STRIP MALL
You parked in front of it and the parking was the point. The strip mall was the building that surrendered to the automobile. The strip mall said the car is more important than the pedestrian and the more important than the pedestrian was the design and the design was a row of stores facing a parking lot. The strip mall had no second floor. The strip mall had no lobby. The strip mall had no columns and no marble and no clock tower because the strip mall was not trying to be important. The strip mall was trying to be convenient and the convenient was the revolution that killed the downtown and the killing of the downtown was the strip mall's purpose whether it knew it or not.
The strip mall was born in the nineteen fifties when America decided that the future was the suburb and the suburb required a new kind of store. The department store was downtown. The general store was on Main Street. The strip mall was on the highway and the being on the highway was the location that the automobile chose. Park Forest Illinois opened one of the first planned strip malls in nineteen forty nine and the planning was the design that said put the stores in a line and put the parking in front and put the sign on a pole tall enough to be read from a car moving at forty miles an hour and the read from a car at forty miles an hour was the architecture of speed. By nineteen sixty there were over twenty thousand strip malls in America and the twenty thousand was the replacement and the replacement was that every service the downtown had provided — the barber and the druggist and the dry cleaner and the hardware store and the pizza shop — was now available in a building that required a car to reach and the requiring a car meant you did not walk past strangers and the not walking past strangers was the isolation that the strip mall created without anyone noticing.
The strip mall was the building that America built more of than any other building in the second half of the twentieth century. There are over sixty five thousand strip malls in America today and the sixty five thousand is the landscape and the landscape is the beige stucco wall with the mansard roof that exists in every suburb of every city in every state. The strip mall is where you get your hair cut and your taxes done and your nails painted and your phone fixed and your teeth cleaned. The strip mall is where the Chinese restaurant shares a wall with the nail salon which shares a wall with the insurance office which shares a wall with the karate studio and the sharing of walls between businesses that have nothing in common is the democracy of the strip mall because the strip mall does not curate. The strip mall rents to whoever can pay the rent and the paying the rent is the only admission requirement.

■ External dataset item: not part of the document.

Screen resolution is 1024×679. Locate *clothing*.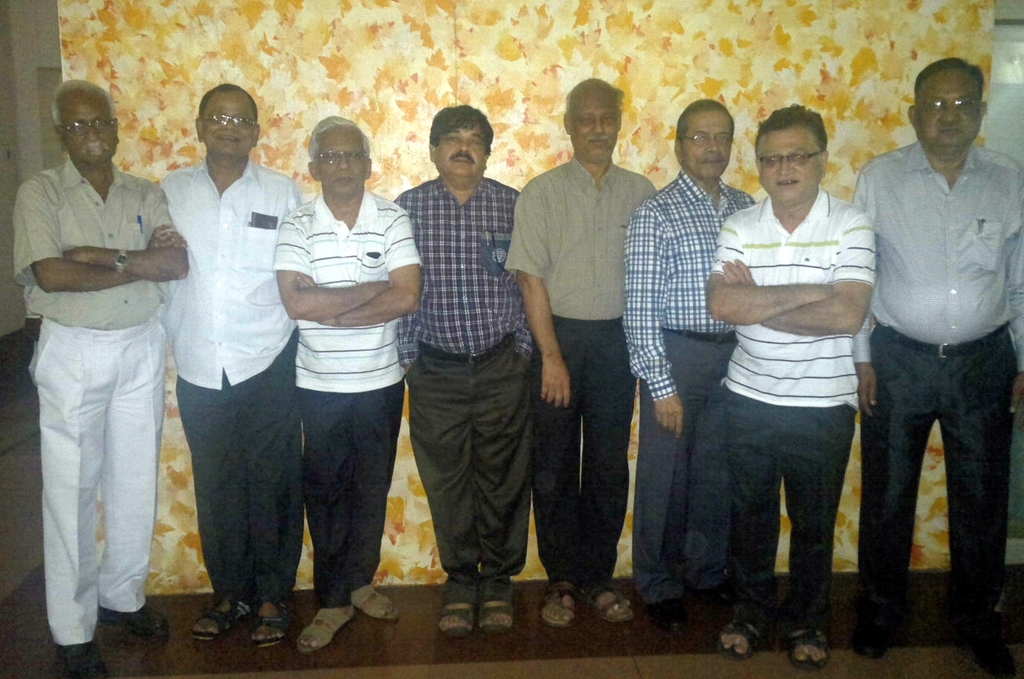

The strip mall killed the sidewalk. The sidewalk was the public space where the pedestrian encountered the stranger and the encountering the stranger was the democracy that the strip mall eliminated. The strip mall has a sidewalk but the sidewalk runs along the storefronts and the running along the storefronts means you walk from your car to the door and from the door to your car and the walking from the car to the door is not a stroll. The walking from the car to the door is a transaction. The parking lot is the public square of the strip mall and the parking lot as public square is the emptiness because the parking lot has no benches and no trees and no fountain and no one standing around talking because standing around talking in a parking lot is loitering and the loitering is the crime that the strip mall invented to prevent people from gathering in a place that was designed to prevent people from gathering.
The strip mall is not vanishing. The strip mall is the thing that replaced the things that vanished. The strip mall replaced the downtown. The strip mall replaced Main Street. The strip mall replaced the corner store and the department store and the five and dime. The strip mall is the survivor and the survivor is the winner and the winner is the beige stucco building with the mansard roof and the parking lot and the sign on a pole. But the strip mall is beginning to empty. The internet is doing to the strip mall what the strip mall did to the downtown which is replacing it with something more convenient and the more convenient is the delivery truck and the delivery truck does not require a parking lot. The strip mall that emptied the downtown is being emptied by the phone and the emptied by the phone is the justice or the tragedy depending on whether you believe that commerce requires a building at all. The strip mall proved that commerce does not require marble or columns or a clock tower. The phone is proving that commerce does not require a building. The only question left is whether commerce requires a human standing in a room and the answer to that question is the future and the future does not have a parking lot.